DPF / Mark

For forever and never, from a favorite woman and her book-a-favorite book, Tsim Tsum.

from The Oldest Animal Writes a Letter Home / by Sabrina Orah Mark

May it is not impossibled the arms wave gloryisplea in the wynds for me? I ask the sheeps. The sheeps say everything is not impossibled. I knowed those arms is not That Mutter’s arms. I clopse my eyes and pretend.

DPF / Rivera

PIA: from August 30, 2015. I don’t know that simple things exist after all; the more simple a thing appears at first glance, the more it lends itself to infinite camera angles, infinite thoughts, reflections, and points of view.

For light, from Mouth to Mouth: Poems by Twelve Contemporary Mexican Women, edited by Forrest Gander.

from Untitlted / by Silvia Tomasa Rivera (b. El Higo, Veracruz, 3.7.1956), translated by Janet Rodney

It’s something much simpler,
like opening a window and touching that luminous spot
bursting in the cup of your hands.

DPF / Hugo

For the sky, from The Right Madness on Skye. Each day, the world is a completely different world, changed, as it is every day, by the people who are lost that day and by those who are born; the sky, in its never-exactly-the-sameness, teaches and reteaches this. Its singular fingerprint lives its whole swirling life in a day.

from The Clouds of Uig / by Richard Hugo

They never slow down and they never run out.
When one sky leaves, taking with it the rain
that couldn’t make anyone wet or leave grass
dry very long, another sky follows close behind

DPF / Collins

PIA: from August 15, 2015.

For carrying infants through the house, from Poetry 180, edited by Billy Collins.

from White Towels / by Richard Jones

I have been studying the difference
between solitude and loneliness,
telling the story of my life

DPF / Harjo

For ocean and crows and souls, from poetryfoundation.org.

from Ah, Ah / by Joy Harjo

Ah, ah calls the sun from a fishing boat with a pale, yellow sail. We fly by
on our return, over the net of eternity thrown out for stars.

DPF / Wright

For a favorite poet and sweets, from Poetry Magazine, November 1981. Yes, this is the year I graduated from high school. And, prose poems, from a fellow Ohioan? Yes, again!

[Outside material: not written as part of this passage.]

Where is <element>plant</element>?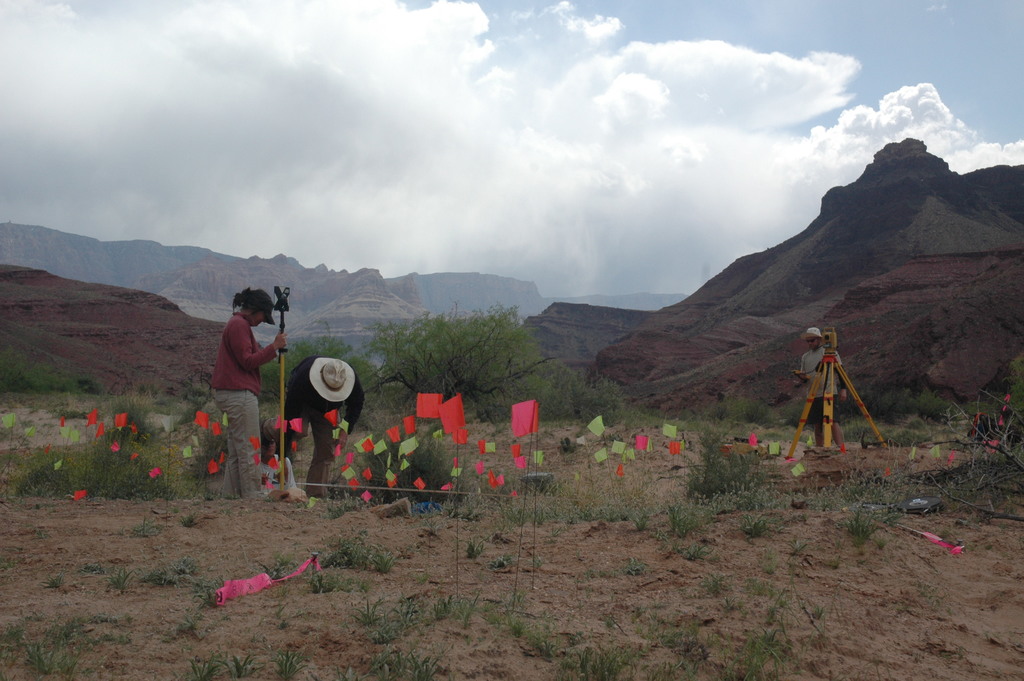
l=186, t=330, r=200, b=341.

from Against Surrealism / by James Wright

In France, all the way down south in Avallon, people like to eat cake. The local bakers there spin up a little flour and chocolate into the shape of a penguin.

DPF / Wayman

PIA: from August 16, 2014.

One of my favorites for teachers, from Poetry 180. When a student asks if s/he missed anything when s/he was absent, you might consider referring the student (4th-12th grade+) to this poem. Full poem here:
http://www.loc.gov/poetry/180/013.html

from Did I Miss Anything? / by Tom Wayman b. 1945

Nothing. When you are not present
how could something significant occur?

DPF / Strand

PIA: from June 5, 2016.

For wishes, from poetryfoundation.org.

from The Minister of Culture Gets His Wish / by Mark Strand

The Minister of Culture goes home after a grueling day at the office. He lies on his bed and tries to think of nothing, but nothing happens or, more precisely, does not happen.

DPF / Brontë

PIA: from August 24, 2015.

For houses empty and full and also for those empty though full, from Poem A Day, Volume 2, edited by Laurie Sheck.

from All Hushed and Still within the House / by Emily Brontë (1818-1848)

Through rain and through the wailing wind,
Never again.
Never again?

DPF / Tate

For fairy tales and missing fathers, from return to the city of white donkeys.

from It Happens Like This / by James Tate (1943-2015)

The officer leaned forward to touch him, then stopped
and looked up at me. ‘Mind if I pat him?’ he asked.
‘Touching this goat will change your life,’ I said.